More than 250 flights were canceled Monday, according to state media.

“I can’t even see the apartment building next to mine, which is only 10 or 20 meters away,” said 42-year-old homemaker Li Li, contacted by telephone. “There is a food market in our compound: I know it is open because I can hear it, but I can’t see it. I’m not going out, and I won’t let my child go out.”

In the city of Changchun, which lies about 180 miles closer to Beijing by road, the level of fine particles peaked at 700 in some areas Tuesday, and the airport was closed for several hours.

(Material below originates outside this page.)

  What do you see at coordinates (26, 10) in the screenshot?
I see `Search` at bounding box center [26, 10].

Officials told local media that the smog in northeast China worsened after the government turned on its coal-fired public heating system Sunday. They also blamed straw-burning in villages at the end of the harvest season and a low-pressure weather zone that trapped the polluted air.

‘Weather made me panic’

Last month, China unveiled its most ambitious plan yet to reduce air pollution, calling for significant cuts in coal use in industrial regions in the country’s north and aiming to lower PM2.5 levels by 10 percent over five years. But with economic growth slowing, many commentators wonder whether local governments will want to bear the cost of cleaning up the environment.

Previous efforts to improve air quality have foundered because of poor implementation by local governments, which continue to protect heavy industries and tolerate widespread violation of environmental norms, according to Ma Jun, director of the Institute of Public and Environmental Affairs in Beijing.

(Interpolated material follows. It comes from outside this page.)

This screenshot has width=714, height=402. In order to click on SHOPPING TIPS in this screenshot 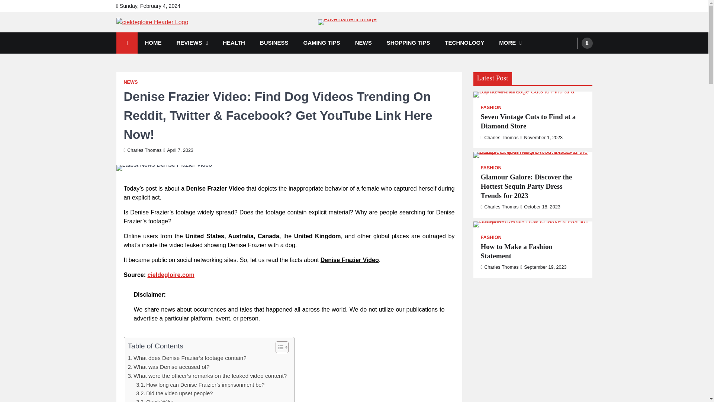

“The central government has recognized the fundamental cause — which is its overuse of coal — and what sort of solution should be taken,” said Huang Wei, a campaigner with the environmental group Greenpeace in Beijing. But Huang said the government’s plan did not go far enough in addressing the problem across the entire nation. As a result, she said, “more and more places are going to have bad-air-quality days.”

On a Chinese microblogging, or weibo, site, one Harbin resident complained of having to walk to work through the smog with stinging eyes and a sore throat because the bus service was canceled and cabs were hard to find.

“The weather made me panic, I even wonder if human beings will become extinct or not,” she posted under the user name “AlwaysBelieveIn.”

“I live in a country making people desperate,” posted another weibo user. “The environmental pollution is not scary. What’s scary is the no-action government and the silence of people like slaves.”

Public health, political risks

A survey by the Pew Research Center published last month showed that the Chinese are increasingly worried about air and water quality, with air pollution nearly as big a concern as rising prices, corrupt officials and the gap between rich and poor. The Communist Party clearly worries that the issue is undermining its legitimacy in the eyes of many.

Beijing, routinely blanketed by a gray smog, recently made a “declaration of war” on air pollution. On Tuesday, it announced fresh measures to cope with the menace, saying the city would close schools and factories and further restrict car use — allowing only cars with odd- or even-numbered license plates to be operated at specific times — when pollution reaches “red alert” levels.

But Wang Tao, a climate and energy specialist at the Carnegie-Tsinghua Center for Global Policy in Beijing, said inadequate investment in public transportation and poor urban planning also mean that choking exhaust fumes are likely to remain a fact of life in the capital for a while.

Large-scale investments in heavy industries in the surrounding provinces, as part of a recent economic stimulus plan, mean that any cuts in coal use will also be hard to achieve. “It is quite difficult to see things getting better in terms of air quality in the short term,” he said.

Last Friday, American jazz singer Patti Austin was forced to cancel a concert at Beijing’s Forbidden City Concert Hall after being taken to a hospital “in an emergency” on suffering a severe asthma attack and respiratory infection, according to a statement on her Web site.

Air pollution increases the risk of acquiring lung cancer and respiratory and heart diseases.

Zhang Jie contributed to this report.